ISBN: 9780190915322 (Hardcover)
Publicado: 30 August 2019
Páginas: 408
Emerging technologies have always played an important role in armed conflict. From the crossbow to cyber capabilities, technology that could be weaponized to create an advantage over an adversary has inevitably found its way into military arsenals for use in armed conflict. The weaponization of emerging technologies, however, raises challenging legal issues with respect to the law of armed conflict. As States continue to develop and exploit new technologies, how will the law of armed conflict address the use of these technologies on the battlefield?

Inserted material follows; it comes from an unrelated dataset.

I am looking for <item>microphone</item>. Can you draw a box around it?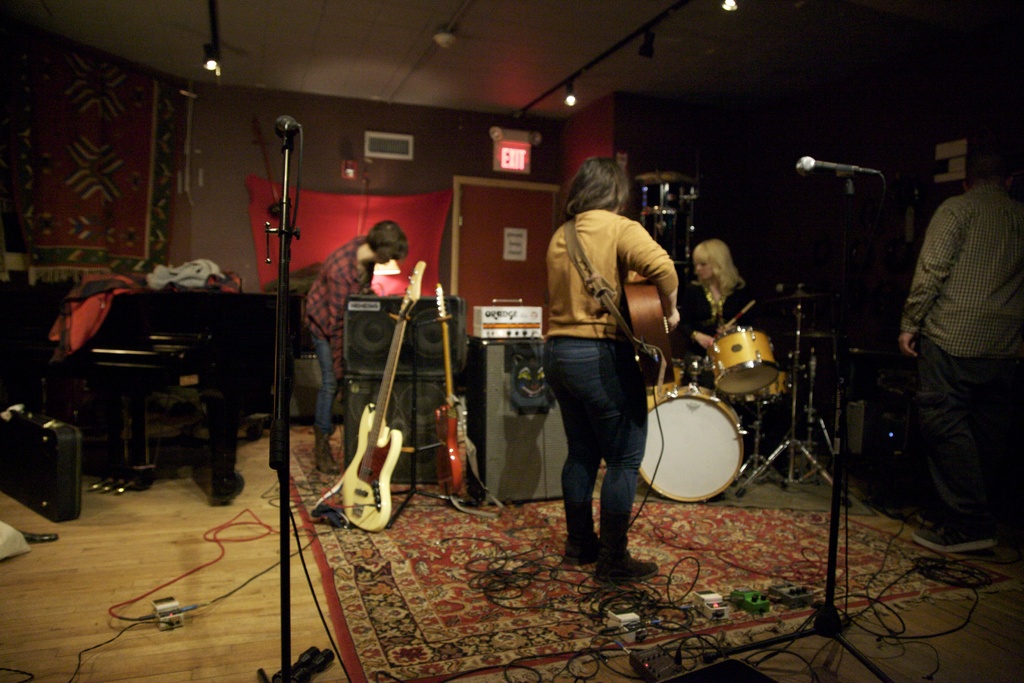
Sure, the bounding box is left=798, top=151, right=863, bottom=179.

Is existing law sufficient to regulate new technologies, such as cyber capabilities, autonomous weapons systems, and artificial intelligence? Have emerging technologies fundamentally altered the way we should understand concepts such as law-of-war precautions and the principle of distinction? How can we ensure compliance and accountability in light of technological advancement? This volume of the Lieber Studies explores these critical questions while highlighting the legal challenges–and opportunities–presented by the use of emerging technologies on the battlefield.

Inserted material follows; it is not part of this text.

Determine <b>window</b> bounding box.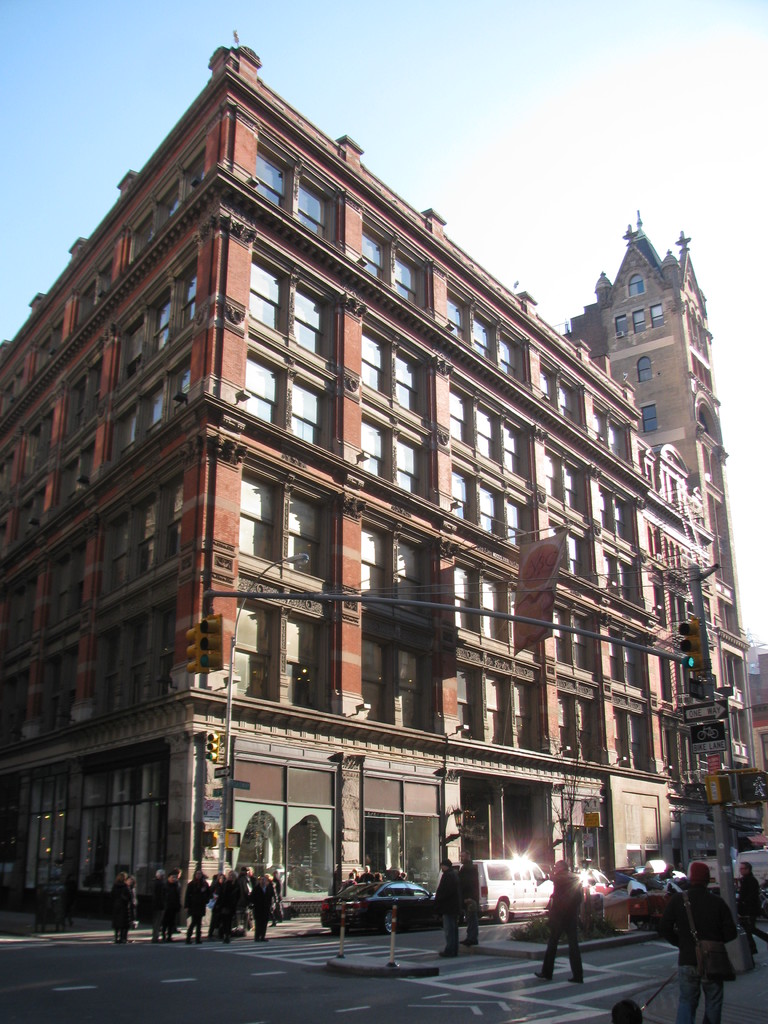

Foreword by Brigadier General R. Patrick Huston
Contributors
Introduction
PART ONE Compliance and Accountability
Chapter 1. Regulating New Weapons Technology
Rebecca Crootof
Chapter 2. Assessing LOAC Compliance and Discourse as New Technologies Emerge: From Effects Driven Analysis to “What Effects?”
Laurie R. Blank
Chapter 3. Leveraging Emerging Technology for LOAC Compliance
Eric Talbot Jensen & Alan Hickey
Chapter 4. Lethal Autonomous Weapons Systems: The Overlooked Importance of Administrative Accountability
Laura A. Dickinson
PART TWO Precautions
Chapter 5. Law-of-War Precautions: A Cautionary Note
Sean Watts
Chapter 6. The Other Side of Autonomous Weapons: Using Artificial Intelligence to Enhance IHL Compliance
Peter Margulies
Chapter 7. High Tech Civilians, Participation in Hostilities, and Criminal Liability: Reconciling U.S. Perspectives
Lieutenant Colonel Matthew T. King
PART THREE Distinction
Chapter 8. Emerging Technologies and the Principle of Distinction: A Further Blurring of the Lines between Combatants and Civilians?
Michael W. Meier
Chapter 9. Who Did It? Attribution of Cyber Intrusions and the Jus in Bello
William Banks
Chapter 10. The Law of Armed Conflict Implications of Covered or Concealed Cyber Operations: Perfidy, Ruses, and the Principle of Passive Distinction
Colonel Gary P. Corn & Commander Peter P. Pascucci
Chapter 11. Invisible Soldiers: The Perfidy Implications of Invisibility Technology on Battlefields of the Future
Sephora Sultana & Hitoshi Nasu
Chapter 12. Attack Decision-Making: Context, Reasonableness, and the Duty to Obey
Geoffrey S. Corn
Index
Ronald T. P. Alcala is Academy Professor at the United States Military Academy at West Point.
Eric Talbot Jensen is Professor of Law and Brigham Young University Law School.